Top 5 dumbass headlines bloggers love to run about Google
Google attracts hordes of bloggers and opinion-shovelers uploading ten sourceless articles a week in the hope they’ll be the one to correctly guess what happens. A flock of seagulls trailing a ship – noisy, annoying, they all look the same and they feed on the scraps left by people who are actually going somewhere. Here I list top five things people like to say about Google, in the hope that we can all agree these are now officially “Done”.
1. Google is Love
Google isn’t just a company, it’s a religion, and geek heaven is the grassy fields and wifi-enables shuttle buses of sunny California, a promised land that they might gain entry to if they preach the word hard enough. Google can do no wrong, and any who even dream of criticizing their smallest move will be subject to forum flaming the likes of which they have never seen, like unto the smiting of Sodom and Gomorrah.
Like any company-fanboy relationship, Google is happy that the fanboys are there, happy that they’re spreading free advertising, and very happy that not one of them is within ten square miles of their actual premises. Those who gain entry to Google Labs do so by actually being good at programming, innovation and teamwork. Sufficient obsession to tattoo the logo on themselves (and people have done it) is strangely not required.
2. Google is Evil
The famous “Don’t be evil” tagline makes Google are a prime target, and oh but the smug little bloggers do love to add “….. riiiiiiight”, (often augmented by rolling eyes emoticons) because it’s hip and edgy and way easier than making any kind of valid point. Truly, none can stand against such fearsome reportage. While some recent decisions (including voluntary censorship in the Chinese market) may not hold true to perfect ideals, the fact remains that Google is actually a company that still has to use our human money and not some transcendent messiah sent from beyond the stars to illuminate mankind in the ways of peace, light, and optimised search algorithms.
When actual news is lacking, anybody can generate their own “Google = Evil” story by pointing out how those nefarious schemers work to gather information on their users. A market-driven search engine company gathering information? Inconceivable! Bonus points for stories that use the phrases “Big Brother”, “Orwellian” or “1984″.
3. Their stock is the best ever
The loudest voice is usually the Google fanatic, the one who had that strange wide mug with all the “ooooo”s back when we were still choosing between Yahoo and Lycos. They put every penny they had into Google stocks (or more commonly, advised other people who actually had money to do so). They believe that Google is a source of infinite innovation and profit, and you should only sell your stocks once they’re worth enough to let you glide on platinum ice skates over a lake of frozen Bollinger for the rest of your life. Ironically, Google themselves could tell them why this is stupid if they’d just type in “depression”, “1929″ or “dot com bubble”.
4. Their stock is about to crash
The opposite is the naysayers and doom prophets, proclaiming that Google is about to crumble and all will be ashes and ruin for their supporters. They proclaim this about once a week on the grounds that hey, they have to be right sometime. Their “evidence” is never more than a vague claim that nothing can get bigger forever, an oblique reference to some recent headline and a veiled reference to the Depression. They’ll often throw in the soundbite “what goes up must come down”, thereby hitting two “Being wrong and stupid” birds with one mixed-metaphor stone, and generally painting a picture of a world where any business bigger than a convenience store is fiscally impossible and Walmart, HP and Google must all be figments of your imagination..
5. Google in legal trouble
People love suing Google, because it’s a great big name which some people equate with a chance at free money. And news sites love reporting that, because nothing gets the geek juices flowing like a scary “Google in Legal Trouble!” headline. The problem is these stories show as much thought and investigation of the original article as a photocopier, regurgitating the claim from another site as if it was an serious threat instead of the patent scam it usually is:
- “Google in personnel crisis!” instead of “Moron sues Google for daring to want to choose who works for them”
- “Chinese company files suit against Google” where it should read “Utterly fictional company tries scam so transparent it makes a Nigerian e-mail look convincing”
- “Google implicated in Murder!” instead of “Idiot (not associated with Google) tries to kill people (not associated with google) using instructions found on a website (not associated with google); another idiot sues Google”.
When you get so far from the original crime that you’re suing a search engine instead of the actual murderer, you might as well file claims against the transportation department because the roads allowed him to get to the crime scene instead of opening up and swallowing him.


Lines before the one containing "Examine image for *car*." are left out; copy that line and every later line through the end of the data exactly.

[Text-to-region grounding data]
★ ★ ★

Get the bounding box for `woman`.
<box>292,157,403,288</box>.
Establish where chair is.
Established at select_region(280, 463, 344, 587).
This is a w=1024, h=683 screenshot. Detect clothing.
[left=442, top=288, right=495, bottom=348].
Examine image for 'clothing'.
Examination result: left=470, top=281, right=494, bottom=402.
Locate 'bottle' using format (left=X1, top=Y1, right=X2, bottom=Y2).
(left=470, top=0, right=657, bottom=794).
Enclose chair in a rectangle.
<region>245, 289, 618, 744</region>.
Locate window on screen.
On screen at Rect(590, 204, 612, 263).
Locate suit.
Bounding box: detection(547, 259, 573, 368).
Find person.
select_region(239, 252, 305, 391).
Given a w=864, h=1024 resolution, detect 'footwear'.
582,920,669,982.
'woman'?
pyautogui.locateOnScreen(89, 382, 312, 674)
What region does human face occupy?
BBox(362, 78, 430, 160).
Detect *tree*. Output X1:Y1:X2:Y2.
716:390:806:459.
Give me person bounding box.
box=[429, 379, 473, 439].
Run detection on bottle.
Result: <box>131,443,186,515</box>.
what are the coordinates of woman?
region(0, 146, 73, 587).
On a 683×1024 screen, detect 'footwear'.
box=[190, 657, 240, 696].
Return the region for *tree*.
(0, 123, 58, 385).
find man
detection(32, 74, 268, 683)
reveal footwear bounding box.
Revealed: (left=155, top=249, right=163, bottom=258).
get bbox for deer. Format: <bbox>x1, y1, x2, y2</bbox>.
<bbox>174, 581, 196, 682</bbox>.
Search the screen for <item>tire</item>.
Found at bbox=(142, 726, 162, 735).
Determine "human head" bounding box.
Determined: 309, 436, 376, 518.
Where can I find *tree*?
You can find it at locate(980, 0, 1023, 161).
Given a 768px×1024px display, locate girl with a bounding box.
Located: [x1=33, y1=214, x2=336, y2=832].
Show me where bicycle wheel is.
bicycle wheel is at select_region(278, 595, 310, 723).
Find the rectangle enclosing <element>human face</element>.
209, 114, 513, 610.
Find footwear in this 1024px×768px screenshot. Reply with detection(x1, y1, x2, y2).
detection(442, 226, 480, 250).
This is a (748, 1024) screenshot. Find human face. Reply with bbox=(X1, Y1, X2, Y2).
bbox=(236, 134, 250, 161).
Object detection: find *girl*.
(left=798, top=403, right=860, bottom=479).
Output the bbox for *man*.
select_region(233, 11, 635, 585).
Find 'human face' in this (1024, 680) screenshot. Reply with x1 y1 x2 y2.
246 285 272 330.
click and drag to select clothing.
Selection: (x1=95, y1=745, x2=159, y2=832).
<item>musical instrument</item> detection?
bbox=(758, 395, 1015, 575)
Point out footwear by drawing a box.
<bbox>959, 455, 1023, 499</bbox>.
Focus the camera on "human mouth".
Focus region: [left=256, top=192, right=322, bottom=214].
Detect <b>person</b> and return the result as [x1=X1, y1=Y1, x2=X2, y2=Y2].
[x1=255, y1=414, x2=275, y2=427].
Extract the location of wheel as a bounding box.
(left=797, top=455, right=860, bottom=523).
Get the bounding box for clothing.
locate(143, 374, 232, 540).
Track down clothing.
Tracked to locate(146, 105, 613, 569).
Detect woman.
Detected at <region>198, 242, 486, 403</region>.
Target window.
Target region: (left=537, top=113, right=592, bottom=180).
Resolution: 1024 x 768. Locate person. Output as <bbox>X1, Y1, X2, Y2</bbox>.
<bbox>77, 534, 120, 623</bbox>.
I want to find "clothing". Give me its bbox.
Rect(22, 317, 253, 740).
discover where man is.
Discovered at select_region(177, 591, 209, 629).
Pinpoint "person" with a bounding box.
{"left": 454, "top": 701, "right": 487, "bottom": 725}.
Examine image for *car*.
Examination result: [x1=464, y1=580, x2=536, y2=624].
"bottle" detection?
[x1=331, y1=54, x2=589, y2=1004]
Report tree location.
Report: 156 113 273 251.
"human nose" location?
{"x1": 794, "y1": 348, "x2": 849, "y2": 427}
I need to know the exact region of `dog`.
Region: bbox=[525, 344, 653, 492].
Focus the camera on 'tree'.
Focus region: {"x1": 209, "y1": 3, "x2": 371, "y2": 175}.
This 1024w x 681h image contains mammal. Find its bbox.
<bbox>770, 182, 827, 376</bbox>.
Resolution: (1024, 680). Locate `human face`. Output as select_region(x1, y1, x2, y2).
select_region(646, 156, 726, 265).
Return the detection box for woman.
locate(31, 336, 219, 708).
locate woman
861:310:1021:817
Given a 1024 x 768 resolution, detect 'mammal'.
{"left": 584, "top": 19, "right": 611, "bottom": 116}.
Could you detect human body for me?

★ ★ ★

■ **Written answer**:
Examine image for *car*.
Examination result: [x1=464, y1=580, x2=536, y2=624].
"bottle" detection?
[x1=331, y1=54, x2=589, y2=1004]
Report tree location.
Report: 156 113 273 251.
"human nose" location?
{"x1": 794, "y1": 348, "x2": 849, "y2": 427}
I need to know the exact region of `dog`.
Region: bbox=[525, 344, 653, 492].
Focus the camera on 'tree'.
Focus region: {"x1": 209, "y1": 3, "x2": 371, "y2": 175}.
This 1024w x 681h image contains mammal. Find its bbox.
<bbox>770, 182, 827, 376</bbox>.
Resolution: (1024, 680). Locate `human face`. Output as select_region(x1, y1, x2, y2).
select_region(646, 156, 726, 265).
Return the detection box for woman.
locate(31, 336, 219, 708).
locate woman
861:310:1021:817
Given a 1024 x 768 resolution, detect 'mammal'.
{"left": 584, "top": 19, "right": 611, "bottom": 116}.
Could you detect human body for me?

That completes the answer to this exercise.